From the first line of the records through the line containing "The width and height of the screenshot is (695, 391).", retype every line exactly and nothing else.

^^^^^^^^^^^^^^^^

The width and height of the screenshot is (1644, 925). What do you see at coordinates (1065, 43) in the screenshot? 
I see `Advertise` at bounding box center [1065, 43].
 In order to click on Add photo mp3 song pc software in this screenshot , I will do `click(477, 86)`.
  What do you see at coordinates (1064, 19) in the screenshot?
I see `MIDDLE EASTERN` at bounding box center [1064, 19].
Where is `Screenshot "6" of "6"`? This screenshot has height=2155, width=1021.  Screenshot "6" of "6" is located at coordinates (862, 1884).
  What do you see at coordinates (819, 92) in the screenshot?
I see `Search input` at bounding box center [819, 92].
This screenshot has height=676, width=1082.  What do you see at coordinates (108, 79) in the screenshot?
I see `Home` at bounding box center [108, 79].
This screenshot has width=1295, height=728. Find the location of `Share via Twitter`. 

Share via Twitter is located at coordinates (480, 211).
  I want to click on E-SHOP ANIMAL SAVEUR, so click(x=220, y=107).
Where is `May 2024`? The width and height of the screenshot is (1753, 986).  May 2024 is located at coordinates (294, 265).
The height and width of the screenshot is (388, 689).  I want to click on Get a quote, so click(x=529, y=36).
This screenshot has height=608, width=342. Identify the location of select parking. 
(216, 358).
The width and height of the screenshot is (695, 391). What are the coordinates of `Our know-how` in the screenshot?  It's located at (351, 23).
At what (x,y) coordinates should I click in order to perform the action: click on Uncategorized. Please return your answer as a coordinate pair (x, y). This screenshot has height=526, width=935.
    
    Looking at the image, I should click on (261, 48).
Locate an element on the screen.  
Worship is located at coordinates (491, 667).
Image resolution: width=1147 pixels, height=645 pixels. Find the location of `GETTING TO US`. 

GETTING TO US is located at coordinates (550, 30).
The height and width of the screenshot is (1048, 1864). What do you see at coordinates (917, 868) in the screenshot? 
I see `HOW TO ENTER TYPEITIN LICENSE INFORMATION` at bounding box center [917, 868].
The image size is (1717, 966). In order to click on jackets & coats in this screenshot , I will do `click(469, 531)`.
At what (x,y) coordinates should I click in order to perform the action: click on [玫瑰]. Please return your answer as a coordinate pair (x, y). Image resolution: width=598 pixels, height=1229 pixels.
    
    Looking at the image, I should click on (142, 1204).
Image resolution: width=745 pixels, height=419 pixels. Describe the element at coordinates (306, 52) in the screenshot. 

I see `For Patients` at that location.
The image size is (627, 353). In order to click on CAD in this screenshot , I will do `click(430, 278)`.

^^^^^^^^^^^^^^^^

**Solved problem:**
The width and height of the screenshot is (1644, 925). What do you see at coordinates (1065, 43) in the screenshot? 
I see `Advertise` at bounding box center [1065, 43].
 In order to click on Add photo mp3 song pc software in this screenshot , I will do `click(477, 86)`.
  What do you see at coordinates (1064, 19) in the screenshot?
I see `MIDDLE EASTERN` at bounding box center [1064, 19].
Where is `Screenshot "6" of "6"`? This screenshot has height=2155, width=1021.  Screenshot "6" of "6" is located at coordinates (862, 1884).
  What do you see at coordinates (819, 92) in the screenshot?
I see `Search input` at bounding box center [819, 92].
This screenshot has height=676, width=1082.  What do you see at coordinates (108, 79) in the screenshot?
I see `Home` at bounding box center [108, 79].
This screenshot has width=1295, height=728. Find the location of `Share via Twitter`. 

Share via Twitter is located at coordinates (480, 211).
  I want to click on E-SHOP ANIMAL SAVEUR, so click(x=220, y=107).
Where is `May 2024`? The width and height of the screenshot is (1753, 986).  May 2024 is located at coordinates (294, 265).
The height and width of the screenshot is (388, 689).  I want to click on Get a quote, so click(x=529, y=36).
This screenshot has height=608, width=342. Identify the location of select parking. 
(216, 358).
The width and height of the screenshot is (695, 391). What are the coordinates of `Our know-how` in the screenshot?  It's located at (351, 23).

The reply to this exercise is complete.